Windows Server 2012 is late, and the latest Hyper-V 3 brings us more surprises, followed by three blog posts and common learning about the virtual machine CPU competition mechanism.
Part I: CPU resources allocated to virtual machines
Part Two: Limit the CPU utilization available to virtual machines
Part III: Contention for CPU resource priority
Part II limits the CPU utilization available to virtual machines
The processor resources available to the virtual machine (all resources 100%) can specify the CPU resources used by the virtual machines (expressed as percentages), that is, you can limit the CPU resources used by the virtual machines.
The virtual machine restrictions option is available in the Virtual machine properties setting, which guarantees the maximum CPU processing power that a virtual machine can use. The CPU resource used by the virtual machine exceeds the limit value, the CPU highest value is the set value (percent).
Default settings
When you create a new virtual machine, the default percentage for each virtual machine is 100, which means that each virtual machine can use the maximum CPU processing power.
The default setting has a fatal flaw, and when multiple virtual machines are running simultaneously and the virtual machine uses up to 100% CPU utilization, the system stops responding to downtime. For applications, this is a fatal flaw. Therefore, it is a good way to limit the maximum processing power of a virtual machine.
Figure
Virtual Machine CPU Resource Usage test
For example, in the same host computer:
L Virtual Machine (Windows Server 2008 R2) sets the virtual machine limit (percent) to 50%, the virtual machine can use up to 50% of CPU processor data processing power.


Work required:
Count every line below in which "photon" occurs, then give only the count.

Data provided:
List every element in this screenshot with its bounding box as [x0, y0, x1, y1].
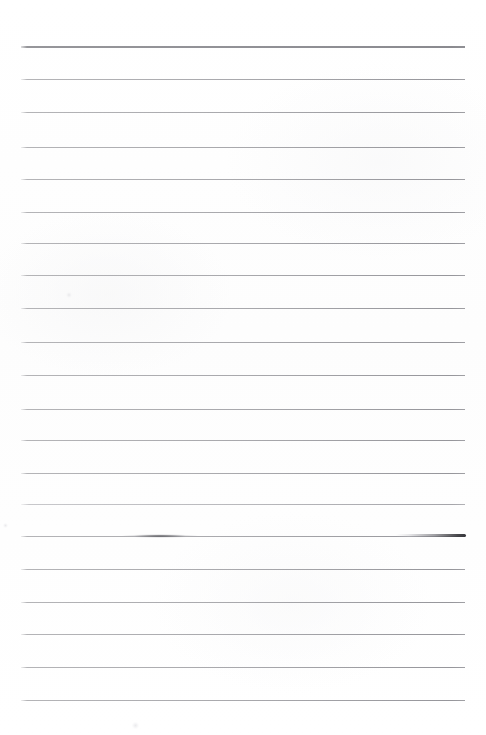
scan-speck [3, 523, 8, 528]
scanned-page [0, 0, 486, 735]
writing-area[interactable] [21, 46, 465, 702]
scan-speck [132, 722, 139, 729]
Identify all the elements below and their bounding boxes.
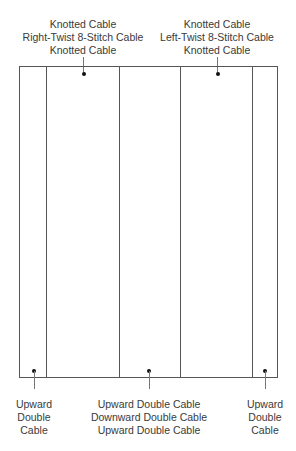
top-left-label-line-3: Knotted Cable [23, 44, 144, 57]
bottom-left-leader-line [34, 371, 35, 389]
top-left-label-line-1: Knotted Cable [23, 18, 144, 31]
top-right-label-line-1: Knotted Cable [160, 18, 274, 31]
bottom-left-label-line-2: Double [16, 411, 52, 424]
top-right-label-line-3: Knotted Cable [160, 44, 274, 57]
top-left-label-line-2: Right-Twist 8-Stitch Cable [23, 31, 144, 44]
bottom-center-label-line-3: Upward Double Cable [91, 424, 207, 437]
top-right-label: Knotted Cable Left-Twist 8-Stitch Cable … [160, 18, 274, 57]
bottom-center-leader-line [149, 371, 150, 389]
bottom-left-label-line-1: Upward [16, 398, 52, 411]
bottom-center-label-line-1: Upward Double Cable [91, 398, 207, 411]
bottom-right-leader-line [265, 371, 266, 389]
panel-divider-4 [252, 66, 253, 378]
bottom-right-label: Upward Double Cable [247, 398, 283, 437]
top-left-label: Knotted Cable Right-Twist 8-Stitch Cable… [23, 18, 144, 57]
panel-divider-1 [46, 66, 47, 378]
bottom-center-label: Upward Double Cable Downward Double Cabl… [91, 398, 207, 437]
bottom-right-label-line-3: Cable [247, 424, 283, 437]
panel-frame [19, 66, 278, 378]
panel-divider-2 [119, 66, 120, 378]
bottom-left-label: Upward Double Cable [16, 398, 52, 437]
bottom-left-label-line-3: Cable [16, 424, 52, 437]
bottom-center-label-line-2: Downward Double Cable [91, 411, 207, 424]
panel-divider-3 [180, 66, 181, 378]
top-right-label-line-2: Left-Twist 8-Stitch Cable [160, 31, 274, 44]
bottom-right-label-line-2: Double [247, 411, 283, 424]
bottom-right-label-line-1: Upward [247, 398, 283, 411]
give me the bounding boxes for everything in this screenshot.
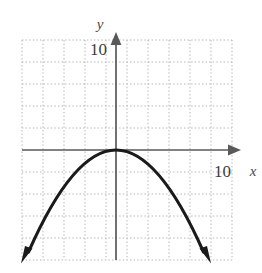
y-axis-tick-label-10: 10	[90, 40, 107, 59]
graph-figure: y x 10 10	[0, 0, 262, 273]
y-axis-label: y	[95, 16, 104, 32]
x-axis-label: x	[249, 163, 257, 179]
x-axis-tick-label-10: 10	[214, 162, 231, 181]
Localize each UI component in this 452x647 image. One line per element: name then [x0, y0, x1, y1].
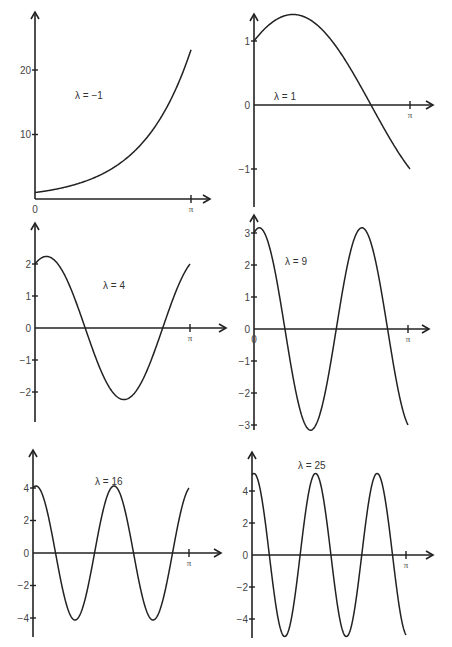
panel-label: λ = 1	[274, 91, 296, 102]
y-tick-label: −3	[239, 420, 251, 431]
y-tick-label: −2	[239, 388, 251, 399]
eigenfunction-figure: π01020λ = −1π10−1λ = 1π210−1−2λ = 4π0321…	[0, 0, 452, 647]
y-tick-label: 20	[20, 65, 32, 76]
panel-label: λ = 16	[95, 476, 123, 487]
panel-lambda-9: π03210−1−2−3λ = 9	[239, 215, 429, 431]
y-tick-label: 0	[23, 548, 29, 559]
panel-lambda-16: π420−2−4λ = 16	[18, 450, 221, 637]
panel-label: λ = 25	[298, 460, 326, 471]
y-tick-label: 2	[25, 259, 31, 270]
panel-lambda-1: π10−1λ = 1	[239, 14, 433, 207]
y-tick-label: −4	[237, 614, 249, 625]
y-tick-label: 1	[25, 291, 31, 302]
y-tick-label: −2	[237, 582, 249, 593]
panel-lambda-neg1: π01020λ = −1	[20, 12, 210, 215]
x-tick-label-pi: π	[408, 110, 413, 120]
y-tick-label: −1	[20, 355, 32, 366]
x-tick-label-0: 0	[251, 334, 257, 345]
y-tick-label: 2	[244, 260, 250, 271]
x-tick-label-pi: π	[404, 560, 409, 570]
y-tick-label: 0	[244, 100, 250, 111]
y-tick-label: −4	[18, 613, 30, 624]
y-tick-label: 4	[242, 486, 248, 497]
y-tick-label: 4	[23, 483, 29, 494]
y-tick-label: −1	[239, 164, 251, 175]
y-tick-label: −2	[18, 580, 30, 591]
panel-lambda-25: π420−2−4λ = 25	[237, 452, 433, 638]
y-tick-label: 0	[244, 324, 250, 335]
x-tick-label-pi: π	[188, 333, 193, 343]
curve-line	[35, 50, 191, 193]
x-tick-label-0: 0	[32, 204, 38, 215]
y-tick-label: 1	[244, 36, 250, 47]
y-tick-label: 0	[25, 323, 31, 334]
panel-label: λ = 9	[285, 256, 307, 267]
y-tick-label: −2	[20, 387, 32, 398]
y-tick-label: 0	[242, 550, 248, 561]
x-tick-label-pi: π	[406, 334, 411, 344]
y-tick-label: 2	[23, 515, 29, 526]
y-tick-label: 2	[242, 518, 248, 529]
panel-label: λ = 4	[103, 280, 125, 291]
x-tick-label-pi: π	[187, 558, 192, 568]
y-tick-label: 3	[244, 228, 250, 239]
y-tick-label: −1	[239, 356, 251, 367]
x-tick-label-pi: π	[189, 204, 194, 214]
y-tick-label: 10	[20, 129, 32, 140]
y-tick-label: 1	[244, 292, 250, 303]
panel-lambda-4: π210−1−2λ = 4	[20, 223, 226, 422]
panel-label: λ = −1	[75, 90, 103, 101]
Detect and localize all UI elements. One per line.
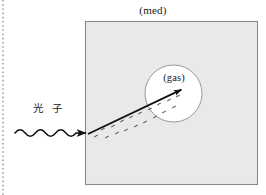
medium-label: (med) — [0, 5, 266, 16]
gas-cavity-label: (gas) — [145, 73, 203, 84]
incident-photon-wave — [15, 130, 76, 136]
photon-label: 光 子 — [16, 104, 82, 115]
physics-diagram-photon-interaction: (med) (gas) 光 子 — [0, 0, 266, 195]
diagram-canvas — [0, 0, 266, 195]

Response to this exercise:
3